Zach continues: ‘I like to write, I’m constantly trying to improve as a film maker. I think a lot of those that pursue a creative walk of life share in the same romantic idea that we’ll one day create our masterpiece. The thing that puts us on the map as a contributor to our respective art form.’ For Zach, and many others, the Coronavirus lockdown posed a perfect opportunity for such “masterpieces” to be worked on. Finally, we had the free time to learn new skills, try out new hobbies, finish novels. And yet, as Zach says, ‘it didn’t happen.’ The dreams of creative excellence became ‘unassailable goals’. Zach continues: ’I’ve been subscribing to this narrative to an extent, but it’s hard to keep up with the pressure to perform. There have been moments where I have been really good and productive, and, equally, there have been moments where I have done absolutely nothing.’

This is why the literature of Charles Bukowski is comforting. The Bukowski novels that Zach has been reading – Ham on Rye, Factotum, Post Office – indulge in a philosophy of general apathy. The novels are semi-autobiographical in nature, drawing on Bukowski’s own life experiences and beliefs. All the novels have a recurring protagonist, Hank Chinaski, and the character is often referred to as Bukowski’s literary alter ego . As aforementioned, Bukowski was revered as being profoundly cynical. These novels ‘reject the narrative that you should be using free time productively’, Zach explains, ‘[Bukowski] was a bum, a drifter, working a series of menial jobs, a bit of an alcoholic. He’s a bit of a degenerate.’ To Zach, Bukowski ‘indulges in basal desires’. Despite his love of literature, Bukowski does not succumb to the pressure to create, to succeed, to write a masterpiece.

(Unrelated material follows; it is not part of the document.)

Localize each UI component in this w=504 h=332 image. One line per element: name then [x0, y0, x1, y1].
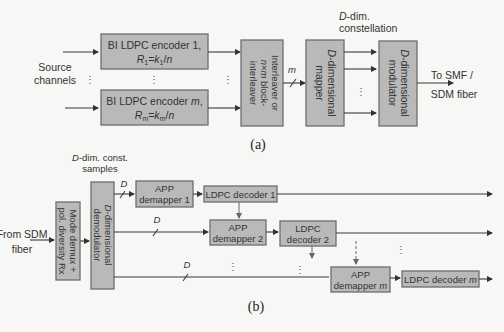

‘Being trapped in lockdown has made me restless,’ Zach continues. ‘I have a desire to go out and experience the world, to live a full, eventful and fulfilling life, something that I really can’t do right now’. Zach is not alone; this desire is the same for most, if not everyone, during lockdown. The cabin-fever, the itch to see friends and family, to visit pubs and climb mountains, to swim in the sea, to meet new people, collect new memories. As Zach puts it, ‘all of that is on pause’. This is why Zach finds Bukowski’s ‘cynical, jaded look at the world oddly comforting’. Bukowski relishes laziness: ’he’s a master of drifting, it doesn’t bother him in the slightest’.

I can see why Bukowski’s novels are reassuring in times like these. The aimlessness, the ‘drifting’ that Zach describes in these stories, all of it feels pleasantly familiar. Lockdown has left many of us confused, lost, directionless, even apathetic. Yet, Bukowski makes this type of inertia his home. He luxuriates in lethargy, he drinks excessively, and, as Zach says, ‘he has no artistic commitment’. In a period of stagnancy, like lockdown, I can see why it’s refreshing to read about a character with such a blatant lack of drive. Adventure-filled narratives, stories of great romances and daring feats, glorious battles, spiritual awakenings: all have the same nostalgic effect. They belong to the outside world. They are unattainable at the best of times, perhaps, but even more so whilst in the confines of lockdown. Though narratives such as these are great forms of escapism, they also hold the ability to remind us of just how trapped we are.

With Bukowski, however, there is none of this. To Zach, there are no ‘fanciful adventures, hard-work, creativity’, because ‘Bukowski is the antithesis of all that.’ The beauty of Bukowski’s literature is the potential it has to alleviate some of our own lockdown guilt. It works to undo the ‘pressure to succeed’ that Zach describes. The hedonistic, half-baked approach to work and life portrayed within these novels encourages us to forgive ourselves for moments of inactivity or a general failure to be productive. Bukowski, in his unapologetic lack of motivation, makes a few quiet days on the sofa seem like nothing. We need only be thankful that, unlike Bukowski in Post Office, whose ‘ambition is handicapped by laziness’, our ambition is only momentarily hindered.

I’d like to thank Zach for taking the time to talk to me. Join me next week for the fourth instalment of Isolation Insight. In the meantime, and as a result of this week’s post, I have just ordered my own copy of Charles Bukowski’s Ham on Rye. I’m looking forward to spending a few lazy days reading it.